CUSAS 15 096
1Scholars consider this type of tablet a harvest register, which Babylonian officials called “igidûm-tablet” (see van Koppen 2002: 335-336; Stol 2001: 462 n°2). In ancient times, they compared the actual data recorded on it to the expected quantities mentioned in the šukunnûm-tablets, which give the estimates set by the royal administration (Fiette in press: 7).
2Here the igidûm-tablet gives the expected quantity of sesame harvested in the kingdom of Larsa[geogr=Larsa], which is ca. 900,000 litres. Only about half has been delivered to the (royal) granary, and the other half is still missing. It is difficult to know why. Has the agricultural season been bad? Or did the missing quantities of sesame seeds not yet arrive?
3On sesame harvesting in Babylonia, see Dossier A.1.1.17.
Bibliography
- Fiette in press = Fiette, Baptiste (in press): Measuring crops with the šukunnûm-number, in: Proust, Christine; Vandendriessche, Eric (eds.), ‘Concrete numbers’ versus ‘abstract numbers’: an anthropological, historical, historiographical and didactical approach, Historia Mathematica.
- Stol 2001 = Stol, Marten (2001): A Rescript of an Old Babylonian Letter, in: Soldt, Wilfred H. van (ed.), Veenhof Anniversary Volume. Studies Presented to Klaas R. Veenhof on the Occasion of his Sixty-Fifth Birthday, Publications de l'Institut historique et archéologique néerlandais de Stamboul 89. Leiden: Nederlands Instituut voor het Nabije Oosten, 457-465.
- van Koppen 2002 = Koppen, Frans van (2002): Seized by Royal Order. The Households of Sammêtar and Other Magnates at Mari, in: Charpin, Dominique; Durand, Jean-Marie (eds.), Recueil d'études à la mémoire d'André Parrot. Florilegium marianum 6. Mémoires de NABU 7 289-372. Paris: SÉPOA.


**Work instructions:**
Lines holding the string "pixels" are the ones to copy from this listing.

**Excerpted data:**
____

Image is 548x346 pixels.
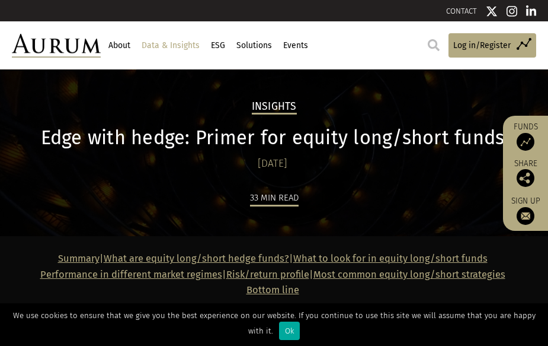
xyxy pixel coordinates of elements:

____

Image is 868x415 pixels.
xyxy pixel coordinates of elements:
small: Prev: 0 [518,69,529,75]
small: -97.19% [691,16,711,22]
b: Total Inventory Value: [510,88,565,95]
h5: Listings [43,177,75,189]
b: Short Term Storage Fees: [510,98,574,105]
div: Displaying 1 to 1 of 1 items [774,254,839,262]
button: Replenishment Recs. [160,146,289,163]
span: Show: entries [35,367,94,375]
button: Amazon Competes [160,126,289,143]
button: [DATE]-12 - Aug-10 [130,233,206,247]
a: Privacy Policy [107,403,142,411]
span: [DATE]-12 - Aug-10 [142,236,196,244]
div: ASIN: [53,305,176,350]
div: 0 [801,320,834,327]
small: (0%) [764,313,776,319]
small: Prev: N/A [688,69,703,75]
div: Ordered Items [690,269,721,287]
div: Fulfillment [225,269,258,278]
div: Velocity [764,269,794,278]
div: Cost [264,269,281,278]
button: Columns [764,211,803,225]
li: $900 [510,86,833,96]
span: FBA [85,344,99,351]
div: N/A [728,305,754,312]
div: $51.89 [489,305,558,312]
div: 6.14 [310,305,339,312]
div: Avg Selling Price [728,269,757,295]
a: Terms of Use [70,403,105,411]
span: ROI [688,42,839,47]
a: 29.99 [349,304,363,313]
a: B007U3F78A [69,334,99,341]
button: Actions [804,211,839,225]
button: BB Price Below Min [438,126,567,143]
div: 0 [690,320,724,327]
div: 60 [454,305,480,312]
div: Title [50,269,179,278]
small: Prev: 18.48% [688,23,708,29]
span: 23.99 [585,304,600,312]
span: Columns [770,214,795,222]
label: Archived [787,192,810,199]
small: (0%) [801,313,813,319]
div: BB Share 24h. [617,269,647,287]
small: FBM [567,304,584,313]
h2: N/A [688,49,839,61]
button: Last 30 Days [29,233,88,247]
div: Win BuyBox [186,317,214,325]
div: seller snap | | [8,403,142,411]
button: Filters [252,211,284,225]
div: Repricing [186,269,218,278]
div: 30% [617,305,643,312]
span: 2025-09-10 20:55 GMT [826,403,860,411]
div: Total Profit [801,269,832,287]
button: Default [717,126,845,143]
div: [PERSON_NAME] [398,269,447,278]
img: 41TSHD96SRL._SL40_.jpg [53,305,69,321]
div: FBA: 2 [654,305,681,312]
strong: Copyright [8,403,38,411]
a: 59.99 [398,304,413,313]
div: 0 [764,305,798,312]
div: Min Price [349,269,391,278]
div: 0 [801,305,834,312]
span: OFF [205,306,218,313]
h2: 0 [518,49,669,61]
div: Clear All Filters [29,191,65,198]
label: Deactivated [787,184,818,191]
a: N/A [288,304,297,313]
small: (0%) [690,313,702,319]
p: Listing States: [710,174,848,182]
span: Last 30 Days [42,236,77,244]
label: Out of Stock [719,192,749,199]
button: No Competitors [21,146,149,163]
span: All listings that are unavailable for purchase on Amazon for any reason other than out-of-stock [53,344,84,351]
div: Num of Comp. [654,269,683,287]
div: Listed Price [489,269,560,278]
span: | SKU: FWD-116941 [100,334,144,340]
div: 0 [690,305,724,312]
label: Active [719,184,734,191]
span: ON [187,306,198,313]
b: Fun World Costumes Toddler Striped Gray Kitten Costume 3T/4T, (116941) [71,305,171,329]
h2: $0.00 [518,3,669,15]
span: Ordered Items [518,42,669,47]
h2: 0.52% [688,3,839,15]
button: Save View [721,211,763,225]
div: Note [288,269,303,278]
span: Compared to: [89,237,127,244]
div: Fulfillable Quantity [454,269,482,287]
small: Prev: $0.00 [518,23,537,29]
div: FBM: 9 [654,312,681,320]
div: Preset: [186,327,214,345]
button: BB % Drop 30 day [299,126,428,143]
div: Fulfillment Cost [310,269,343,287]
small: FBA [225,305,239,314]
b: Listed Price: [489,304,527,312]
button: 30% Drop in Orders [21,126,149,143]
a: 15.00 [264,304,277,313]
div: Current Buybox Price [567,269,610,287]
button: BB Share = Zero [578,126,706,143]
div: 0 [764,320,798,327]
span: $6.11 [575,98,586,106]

____

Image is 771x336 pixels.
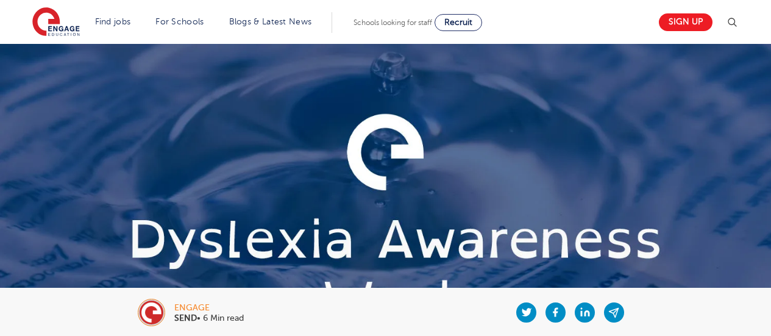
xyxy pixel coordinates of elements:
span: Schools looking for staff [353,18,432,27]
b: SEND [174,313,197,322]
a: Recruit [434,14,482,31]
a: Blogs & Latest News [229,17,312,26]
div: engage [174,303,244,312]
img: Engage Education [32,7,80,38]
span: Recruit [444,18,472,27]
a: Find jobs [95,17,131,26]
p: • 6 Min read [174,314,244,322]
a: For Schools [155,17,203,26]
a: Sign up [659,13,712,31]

____

**Your response:**
Image is 548x346 pixels.
Image is 868x415 pixels.
Image is 771x336 pixels.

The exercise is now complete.